Branding With Anna N'Jie-Konte | ETF Trends

How RIAs Are Rebranding Financial Advice

The next time you have a few moments, Google image search the terms banker, stockbroker, and financial advisor. Have you ever seen so many suits and charts? And yet, clients who work with a financial advisor in real life tend to spend more time discussing their goals than the current price of the Dow Jones. 

That disconnect between perception and reality may just be a sweet spot for RIAs and independent BD reps. For starters, independent firms tend to have a looser dress code than Wall Street. But there’s also a chance to develop a “natural market” of clients, flipping the script on that term.

Whereas wirehouses once pushed new advisors to tap their friends and family (natural market) for new clients and assets, independent advisors are free to figure out who they’re passionate about serving organically. Here’s how Anna N’Jie-Konte, founder of Dare to Dream Planning, described finding her market to us: “It’s a little bit of a leap of faith and a vulnerable exercise… And it is a bit of an evolution. You start to see over time who are your best fit clients, who you do the best work for.”

For N’Jie-Konte, that’s female entrepreneurs, specifically women of color. Forget the “girl boss,” N’Jie-Konte is channeling #RichAuntieVibes for her clients. You know the woman: the successful entrepreneur with cash to travel the world with a nest egg at home. But that’s just one niche.  

Shedding the Old Brand

ThinkAdvisor recently ran a piece titled “Why Working with Strippers Makes Sense for Financial Planners.” Previously, the only link between advisors and strippers may have been “The Hustlers at Scores,” where strippers (who would later be portrayed by the likes of Jennifer Lopez on screen) stole cash from Wall Street types. 

In reality, many sex workers make money the same way athletes do: variable income that peaks early in a career they often age out of. They have questions about taxes, from reporting income to what counts as deductible. And no one wanted to help them… until someone did. 

Enter Lindsey Swanson and Stripper Financial Planning. Her branding appeals to the practical side of clients and prospects, with a dash of humor involved. In her ThinkAdvisor interview, Swanson explains why a sex worker might be able to deduct sex toys on their taxes, comparing them to a stapler.
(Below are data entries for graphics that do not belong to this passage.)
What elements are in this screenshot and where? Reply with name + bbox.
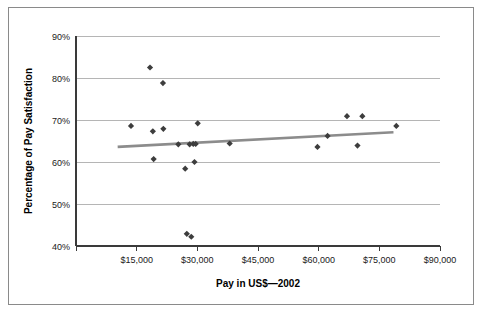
- data-point: [128, 123, 134, 129]
- y-tick-labels-group: 40%50%60%70%80%90%: [52, 32, 70, 252]
- y-tick-label: 50%: [52, 200, 70, 210]
- data-point: [324, 133, 330, 139]
- data-point: [182, 166, 188, 172]
- data-point: [314, 144, 320, 150]
- scatter-plot: 40%50%60%70%80%90% $15,000$30,000$45,000…: [0, 0, 483, 315]
- y-tick-label: 80%: [52, 74, 70, 84]
- chart-figure: 40%50%60%70%80%90% $15,000$30,000$45,000…: [0, 0, 483, 315]
- data-point: [160, 80, 166, 86]
- data-point: [175, 141, 181, 147]
- x-tick-labels-group: $15,000$30,000$45,000$60,000$75,000$90,0…: [120, 255, 456, 265]
- data-points-group: [128, 64, 400, 239]
- x-tick-label: $60,000: [302, 255, 335, 265]
- x-tick-label: $15,000: [120, 255, 153, 265]
- trend-line: [118, 132, 394, 147]
- x-tick-label: $75,000: [363, 255, 396, 265]
- x-tick-label: $90,000: [424, 255, 457, 265]
- y-axis-title: Percentage of Pay Satisfaction: [23, 68, 34, 214]
- gridlines-group: [76, 36, 440, 204]
- y-tick-label: 40%: [52, 242, 70, 252]
- data-point: [393, 123, 399, 129]
- y-tick-label: 60%: [52, 158, 70, 168]
- data-point: [151, 156, 157, 162]
- data-point: [191, 159, 197, 165]
- x-tick-label: $30,000: [181, 255, 214, 265]
- data-point: [344, 113, 350, 119]
- x-tick-marks-group: [76, 246, 440, 251]
- y-tick-label: 90%: [52, 32, 70, 42]
- y-tick-label: 70%: [52, 116, 70, 126]
- data-point: [354, 143, 360, 149]
- data-point: [160, 126, 166, 132]
- x-axis-title: Pay in US$—2002: [216, 278, 300, 289]
- data-point: [195, 120, 201, 126]
- data-point: [147, 64, 153, 70]
- data-point: [359, 113, 365, 119]
- x-tick-label: $45,000: [242, 255, 275, 265]
- data-point: [150, 128, 156, 134]
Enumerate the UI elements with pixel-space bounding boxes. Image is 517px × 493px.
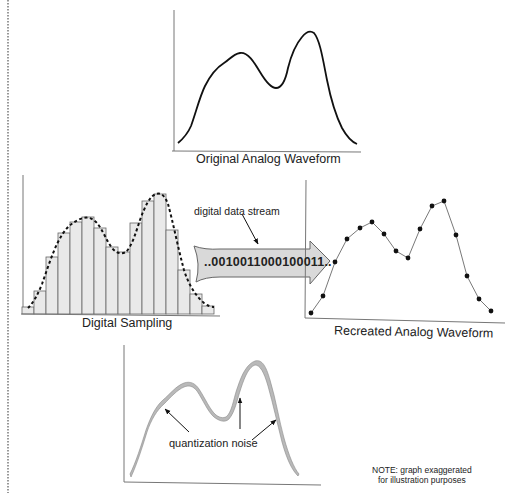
note-line-1: NOTE: graph exaggerated bbox=[372, 465, 472, 475]
recreated-waveform-title: Recreated Analog Waveform bbox=[334, 324, 494, 341]
analog-curve bbox=[178, 32, 357, 144]
digital-sampling-title: Digital Sampling bbox=[82, 316, 172, 330]
quantization-noise-chart bbox=[124, 345, 321, 485]
x-axis bbox=[305, 318, 505, 323]
stream-pointer bbox=[242, 214, 258, 244]
digital-sampling-chart bbox=[21, 175, 220, 316]
sample-points bbox=[309, 199, 494, 316]
y-axis bbox=[305, 180, 306, 318]
quantization-noise-label: quantization noise bbox=[169, 437, 258, 449]
original-waveform-title: Original Analog Waveform bbox=[196, 152, 341, 166]
data-stream-arrow bbox=[194, 214, 330, 284]
recreated-waveform-chart bbox=[305, 180, 505, 323]
noise-pointer-left bbox=[165, 409, 189, 432]
sample-bars bbox=[22, 194, 214, 314]
exaggeration-note: NOTE: graph exaggerated for illustration… bbox=[372, 465, 472, 485]
note-line-2: for illustration purposes bbox=[372, 475, 472, 485]
original-waveform-chart bbox=[172, 10, 361, 152]
data-stream-label: digital data stream bbox=[194, 205, 280, 217]
data-stream-bits: ..0010011000100011.. bbox=[204, 255, 332, 269]
noise-band bbox=[130, 361, 299, 477]
diagram-graphics bbox=[0, 0, 517, 493]
recreated-line bbox=[311, 201, 491, 313]
digital-audio-diagram: Original Analog Waveform Digital Samplin… bbox=[0, 0, 517, 493]
x-axis bbox=[124, 482, 321, 485]
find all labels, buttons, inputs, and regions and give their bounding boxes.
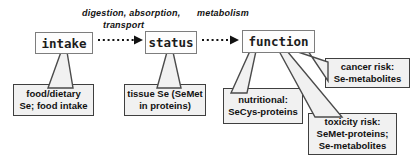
box-toxicity-line-3: Se-metabolites: [319, 140, 387, 152]
callout-tail-function-cancer: [295, 51, 328, 81]
arrowhead-intake-status-icon: [134, 36, 143, 45]
box-food-dietary-se: food/dietary Se; food intake: [13, 84, 94, 116]
box-cancer-line-1: cancer risk:: [341, 61, 394, 73]
label-metabolism: metabolism: [197, 8, 249, 18]
box-intake-label: intake: [41, 36, 86, 51]
box-tissue-line-2: in proteins): [139, 100, 191, 112]
box-status: status: [145, 31, 197, 54]
box-function: function: [242, 30, 315, 53]
box-toxicity-risk: toxicity risk: SeMet-proteins; Se-metabo…: [308, 113, 397, 155]
box-toxicity-line-2: SeMet-proteins;: [317, 128, 389, 140]
box-intake: intake: [35, 32, 93, 54]
box-food-line-1: food/dietary: [26, 88, 80, 100]
box-tissue-line-1: tissue Se (SeMet: [127, 88, 203, 100]
box-nutritional-line-1: nutritional:: [238, 94, 288, 106]
selenium-flow-diagram: digestion, absorption, transport metabol…: [0, 0, 414, 161]
callout-tail-status-tissue: [157, 52, 181, 88]
arrowhead-status-function-icon: [230, 36, 239, 45]
box-food-line-2: Se; food intake: [19, 100, 87, 112]
label-transport: transport: [103, 20, 144, 30]
box-cancer-line-2: Se-metabolites: [334, 73, 402, 85]
label-digestion-absorption: digestion, absorption,: [82, 8, 180, 18]
callout-tail-function-nutritional: [231, 51, 256, 93]
callout-tail-intake-food: [48, 52, 73, 88]
box-function-label: function: [248, 34, 308, 49]
box-tissue-se: tissue Se (SeMet in proteins): [124, 84, 206, 116]
box-status-label: status: [148, 35, 193, 50]
box-toxicity-line-1: toxicity risk:: [325, 116, 381, 128]
box-nutritional: nutritional: SeCys-proteins: [223, 88, 303, 124]
box-nutritional-line-2: SeCys-proteins: [228, 106, 298, 118]
box-cancer-risk: cancer risk: Se-metabolites: [325, 58, 410, 88]
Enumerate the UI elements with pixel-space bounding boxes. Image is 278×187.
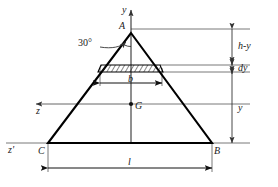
differential-strip [98,65,163,72]
centroid-marker [129,102,133,106]
label-base-width-l: l [128,157,131,167]
label-strip-width-b: b [128,74,133,84]
label-centroid-g: G [135,101,142,111]
label-vertex-c: C [38,146,45,156]
angle-leader [100,42,126,48]
label-dimension-y: y [238,103,242,113]
label-dimension-h-minus-y: h-y [238,41,251,51]
label-vertex-b: B [214,146,220,156]
label-z-prime-axis: z' [8,145,14,155]
label-apex-angle: 30° [78,38,92,48]
triangle-outline [48,33,212,143]
angle-arc [125,45,132,47]
label-y-axis: y [122,5,126,15]
triangle-cross-section-figure: y A 30° b z G z' C B l h-y dy y [0,0,278,187]
label-vertex-a: A [119,21,125,31]
label-dimension-dy: dy [238,63,247,73]
label-z-axis: z [36,106,40,116]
Meanwhile her website shows an illustrated sketch of a woman chasing a dog who’s stolen a … bone.

Her boldness and impact are so significant that a major industry publication says that snubbing sex workers “could be a big missed opportunity.” Swanson herself could have missed the opportunity if she hadn’t taken a leap of faith.

“I had a history of working for traditional firms with older, retired clients that had millions of dollars. [For my own firm] I wanted to work with stigmatized folks who weren’t being served.”

Finance, Inc. Ink

More than a third of Americans between 18 and 25 have tattoos (or ink, for short). For Gen X, that number is around 40%. And yet, tattoos still have a high degree of stigma attached, which can trickle out to tattoo artists. Enter Colton Etherton.

“’Can tattoo artists afford advice?’ That’s the #1 question I get when I tell people what I do,” Etherton wrote recently on Twitter. “So let’s dispel the myth of the poor tattooer… $150/hour is the low end of prices, many are booked out for months. Talked to a few this week that made $150k last year — a year with lots of cancellations.” 

By leaning into this niche, and owning it as part of his personal brand (he recently brought a photographer with him to capture his own latest tattoo) he’s creating an alternative vision for “what a financial advisor looks like.”

Driving the Shift

With every advisor that steps up owning their “non-traditional” niche, these niches become more traditional. And the face of “what an advisor looks like” starts to change along with it.

N’Jie-Konte thinks that this could help more advisors step outside of the box and into their truths. She says, “We seem to have this idea that there’s this financial advisor police that’s going to come to us and say, you know, ‘You’re no longer a financial advisor because you speak too boldly. Or you don’t speak however a financial advisor speaks,’ whatever that means.”

That results in advisors “wanting to be very stiff and buttoned-up and typical of what a financial advisor should be” and hiding the passions that are the real key to growing their businesses.

That’s one of the reasons that N’Jie-Konte is speaking at Exchange: An ETF Experience about branding. She wants to help empower advisors to identify what their real brand is. How do your passions and your clients align? What is that message, and how can you tell that story?

If enough advisors start telling their stories and talking about their clients all while wearing jeans (or at least not a suit), it may only be a matter of time before the industry overall starts to get a bit of a rebrand. And that could put us one step closer to access and advice for all.